Thursday, February 3, 2005
Calgary's News & Entertainment Weekly
FFWD Weekly
FILM
by Kirsten Kosloski
Review
THE WEDDING DATE
Starring Debra Messing and Dermot Mulroney
Directed by Clare Kilner
Opens Friday, February 4
Check listings

Dearly beloved, we are gathered here today to witness the union of two dreadfully boring characters in a film with no story. If someone here knows why people should avoid this movie, speak now or forever hold your peace.

Wait! Don’t do it. Don’t go see The Wedding Date. You’ll regret it for the rest of your life.

I don’t know about you, but when I hear the words "light romantic comedy" the first thing that pops into my head isn’t male prostitution. Apparently, the world’s oldest profession is Hollywood’s second oldest storyline and The Wedding Date is the newest movie to capitalize on the tired cliché of the hooker with a heart of gold.
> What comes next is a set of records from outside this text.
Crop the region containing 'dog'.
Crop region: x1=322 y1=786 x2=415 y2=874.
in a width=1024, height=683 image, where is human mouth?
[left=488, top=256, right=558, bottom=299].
Kat (Debra Messing) is attending her sister’s wedding in London. Her ex-fiancé, who inexcusably dumped her two years previously, is the best man. Kat hires a male escort to be her date for the wedding in an attempt to make her ex jealous. While the whole idea of flying a strange man overseas (a hustler no less) is unbelievably dangerous, Kat is quickly put at ease when she meets her man-for-hire. Nick (Dermot Mulroney) is the perfect man, both charming and handsome.
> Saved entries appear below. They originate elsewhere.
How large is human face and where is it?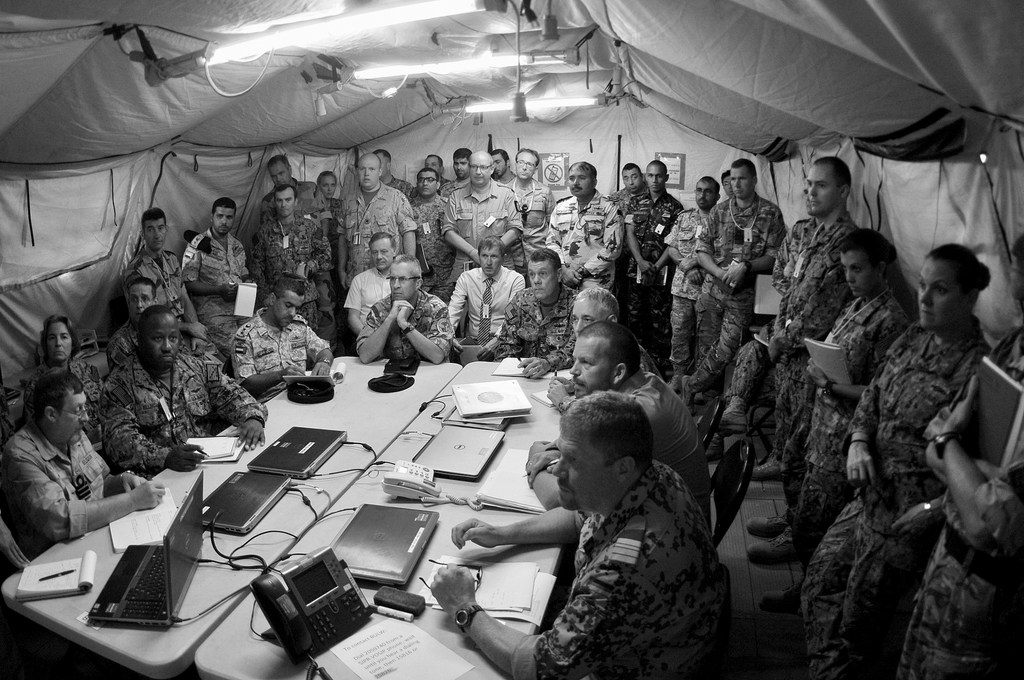
Bounding box: <bbox>317, 176, 337, 201</bbox>.
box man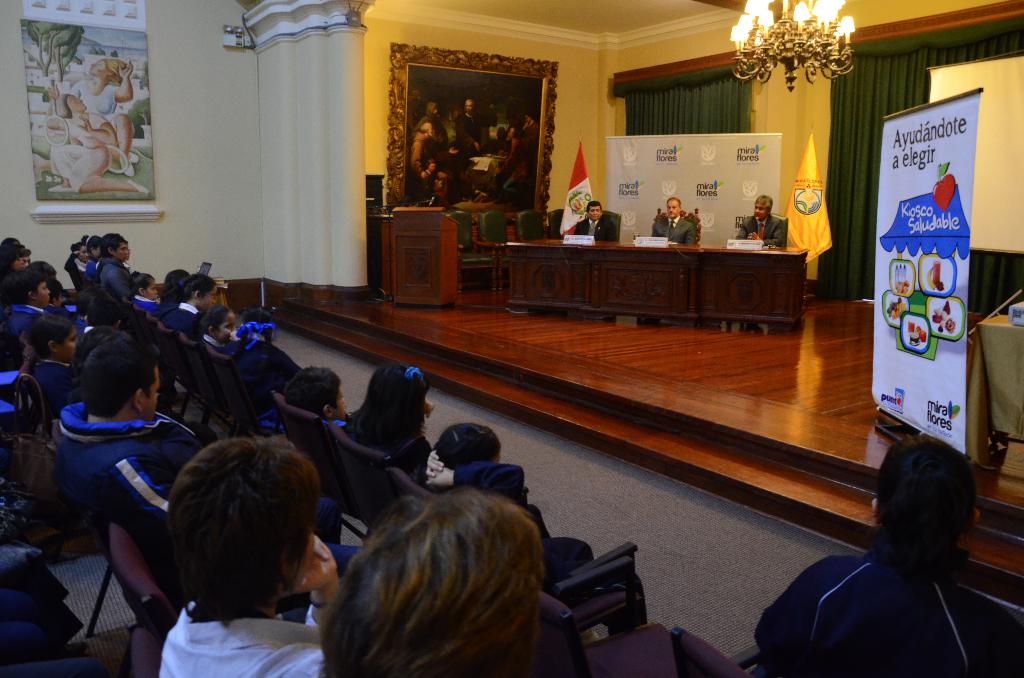
[95,232,134,314]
Predictably, Kat and Nick fall in love, but for no apparent reason. I’m not kidding – I think there was a scene missing. You know the one, where someone in the wedding party discovers that Nick is a hooker and blows (no pun intended) his cover, but then they persevere and fall in love anyway. It’s not there. In fact, there is no plausible explanation why these two people would fall in love except that it’s an hour into the movie and nothing’s happened yet. You might as well get the two leads together to end this trainwreck.

Messing and Mulroney have absolutely no on-screen chemistry. Messing plays the exact same character she does on her sitcom Will and Grace – a neurotic, self-absorbed New Yorker. Mulroney gives a sad portrayal of a hustler who is bored with his profession, but the movie never touches on that. Instead they portray him as a hooker Yoda, who dispenses words of wisdom to members of Kat’s family. It’s almost as if he became a prostitute out of philanthropic goodwill. Nick’s uncanny ability to read people’s weaknesses and then become the ideal of what that person needs is just sad, not sexy.

The movie tries to fulfil a stereotypical female fantasy – that a woman can buy the perfect man just like she would a pair of Manolo Blahniks. It borrows from every romantic comedy you’ve ever seen – the Pretty Woman cackle, the Shall We Dance tango number, the Notting Hill British charm – but The Wedding Date leaves out the sexual tension that made those movies watchable. With no conflict, there is no resolution. Without a resolution, there is no love story.

So with the power vested in me, I pronounce this the worst movie I have ever seen. You may now leave the theatre.